Apart from the fact that the only sane thing to do with the current political situation in Northern Ireland is to mock it, I think they rather miss the point that poems are not (and never have been) manifestos or letters to the editor. Even obviously engaged poems such as Auden's 'Spain' or Mayakovsky's 'At the top of my voice' are on some level word-games. If they were not, they would not really be poems, and would have died with the moment that produced them. That aside, I think that poems like Rachel Loden's and Katie Degentesh's do actually make the world a better place, albeit in a very localised way: they made me laugh on a wet Bank Holiday Monday, which is more than the aforementioned didactic readers have done in a very long time. Yes, I agree, these poems do not have the answer to all the planet's problems. But who does? It is a bit much to ask every poem to bear the weight of George W Bush, Osama Bin Laden and Kim Yung-il.

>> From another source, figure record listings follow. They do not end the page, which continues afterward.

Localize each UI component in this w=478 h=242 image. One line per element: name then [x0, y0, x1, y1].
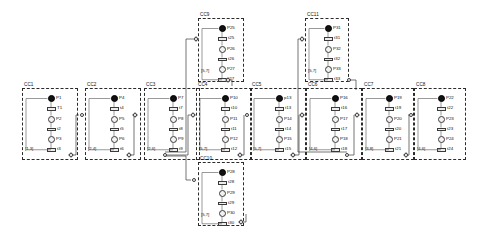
port-cc8-in[interactable]: [409, 113, 413, 117]
port-cc3-out[interactable]: [163, 153, 167, 157]
transition-t18[interactable]: [331, 148, 340, 152]
place-p29[interactable]: [219, 190, 226, 197]
place-p25[interactable]: [219, 25, 226, 32]
module-label-cc11: CC11: [307, 12, 319, 17]
transition-label-t8: t8: [179, 127, 183, 132]
transition-t30[interactable]: [218, 222, 227, 226]
place-label-p16: P16: [340, 96, 348, 101]
transition-t16[interactable]: [331, 107, 340, 111]
transition-label-t31: t31: [334, 36, 340, 41]
transition-t31[interactable]: [324, 37, 333, 41]
place-p3[interactable]: [48, 136, 55, 143]
transition-t9[interactable]: [169, 148, 178, 152]
place-label-p4: P4: [119, 96, 124, 101]
place-p14[interactable]: [276, 116, 283, 123]
port-cc11-in[interactable]: [299, 36, 305, 42]
transition-label-t25: t25: [228, 36, 234, 41]
place-p12[interactable]: [222, 136, 229, 143]
transition-t21[interactable]: [385, 148, 394, 152]
place-p30[interactable]: [219, 210, 226, 217]
guard-label-cc7: [3,8]: [365, 147, 373, 152]
place-p27[interactable]: [219, 66, 226, 73]
place-p23[interactable]: [438, 116, 445, 123]
place-label-p8: P8: [178, 117, 183, 122]
guard-label-cc1: [1,3]: [25, 147, 33, 152]
place-p31[interactable]: [325, 25, 332, 32]
transition-t14[interactable]: [275, 128, 284, 132]
place-p33[interactable]: [325, 66, 332, 73]
place-label-p20: P20: [394, 117, 402, 122]
transition-t26[interactable]: [218, 58, 227, 62]
port-cc2-in[interactable]: [80, 113, 84, 117]
place-p5[interactable]: [111, 116, 118, 123]
place-p13[interactable]: [276, 95, 283, 102]
port-cc5-in[interactable]: [245, 113, 249, 117]
port-cc11-out[interactable]: [347, 78, 351, 82]
port-cc6-out[interactable]: [345, 153, 349, 157]
transition-t23[interactable]: [437, 128, 446, 132]
transition-t22[interactable]: [437, 107, 446, 111]
transition-t5[interactable]: [110, 128, 119, 132]
transition-label-t18: t18: [341, 147, 347, 152]
place-p21[interactable]: [386, 136, 393, 143]
transition-t28[interactable]: [218, 181, 227, 185]
place-p9[interactable]: [170, 136, 177, 143]
guard-label-cc2: [2,4]: [88, 147, 96, 152]
place-p18[interactable]: [332, 136, 339, 143]
module-label-cc9: CC9: [200, 12, 210, 17]
place-p16[interactable]: [332, 95, 339, 102]
place-label-p12: P12: [230, 137, 238, 142]
port-cc10-in[interactable]: [192, 178, 196, 182]
place-label-p2: P2: [56, 117, 61, 122]
place-p32[interactable]: [325, 46, 332, 53]
transition-t10[interactable]: [221, 107, 230, 111]
place-p7[interactable]: [170, 95, 177, 102]
guard-label-cc4: [5,7]: [199, 147, 207, 152]
place-p8[interactable]: [170, 116, 177, 123]
transition-t17[interactable]: [331, 128, 340, 132]
transition-t20[interactable]: [385, 128, 394, 132]
place-p10[interactable]: [222, 95, 229, 102]
place-p15[interactable]: [276, 136, 283, 143]
transition-label-t22: t22: [447, 106, 453, 111]
transition-label-t2: t2: [57, 127, 61, 132]
place-p4[interactable]: [111, 95, 118, 102]
transition-label-t6: t6: [120, 147, 124, 152]
place-label-p18: P18: [340, 137, 348, 142]
transition-t33[interactable]: [324, 78, 333, 82]
transition-t24[interactable]: [437, 148, 446, 152]
transition-t29[interactable]: [218, 202, 227, 206]
place-p28[interactable]: [219, 169, 226, 176]
place-p11[interactable]: [222, 116, 229, 123]
transition-t8[interactable]: [169, 128, 178, 132]
transition-t12[interactable]: [221, 148, 230, 152]
place-p1[interactable]: [48, 95, 55, 102]
transition-t15[interactable]: [275, 148, 284, 152]
transition-label-t29: t29: [228, 201, 234, 206]
transition-t32[interactable]: [324, 58, 333, 62]
transition-t1[interactable]: [47, 107, 56, 111]
place-p24[interactable]: [438, 136, 445, 143]
transition-t3[interactable]: [47, 148, 56, 152]
place-p22[interactable]: [438, 95, 445, 102]
transition-t13[interactable]: [275, 107, 284, 111]
transition-t6[interactable]: [110, 148, 119, 152]
place-p2[interactable]: [48, 116, 55, 123]
transition-t25[interactable]: [218, 37, 227, 41]
place-p20[interactable]: [386, 116, 393, 123]
place-p19[interactable]: [386, 95, 393, 102]
place-label-p5: P5: [119, 117, 124, 122]
transition-t19[interactable]: [385, 107, 394, 111]
place-p17[interactable]: [332, 116, 339, 123]
transition-t11[interactable]: [221, 128, 230, 132]
transition-t7[interactable]: [169, 107, 178, 111]
transition-t4[interactable]: [110, 107, 119, 111]
place-label-p13: p13: [284, 96, 291, 101]
guard-label-cc10: [5,7]: [201, 213, 209, 218]
transition-label-t16: t16: [341, 106, 347, 111]
place-p6[interactable]: [111, 136, 118, 143]
transition-t2[interactable]: [47, 128, 56, 132]
place-p26[interactable]: [219, 46, 226, 53]
place-label-p9: P9: [178, 137, 183, 142]
module-label-cc3: CC3: [146, 82, 156, 87]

Pierre Joris's 'In Larache' does engage with the current world political situation.
from 'In Larache'
The two young women
We stay with
Speak perfect Spanish
For having gone to Spanish
School here in Larache
Since the age of 3. Cannot read
A street sign in Arabic,
Their language.
2.
this time it is here:
the lead of religion.
it is all over
it is all over
when in the beginning is
perfection
it is all over
when the only hankering
is for pristine Medina
it is all over
when the educated middle class
techno-savy as any roumi
says there is no veil
over the book, onl
yover the woman...
It is a poem, which in its way, goes to the heart of the disaster now opening up: the way religious fundamentalism has come to be seen by an increasing number of young Moslems in the West as the only way of showing their opposition to the Bush/Blair madness. Twenty-five years ago angry (albeit mostly white) young people typically joined organisations such as CND, the Socialist Workers Party or Militant. I should know; I was one of them. Back then the British Labour Party was seen as a real vehicle for possible political change. In the New Labour era all that has vanished. And it isn't coming back. The tragedy is that to many young Moslem ears the fundamentalists, with the crazy coherence of their arguments, may sound like the only real opposition on offer. 'In Larache' is a fine example of how a poem can be linguistically innovative without lapsing into art for art's sake aestheticism.
Though it is quite beautifully produced, with a slick colour cover by Bill Viola, there is a certain severity about New American Writing. There are no contributors' bios. In any other magazine, this would seem like an oversight. But here it smacks of a peculiar consistency. Contributors' bios, one suspects, would be a little more narrative than editors care to give us. New American Writing is a magazine which asks the reader to leave the ego at the door and enjoy the writing. It is a world class publication, both an enjoyable read and a must for anyone with a serious interest in what's going on at the cutting edge of poetry internationally.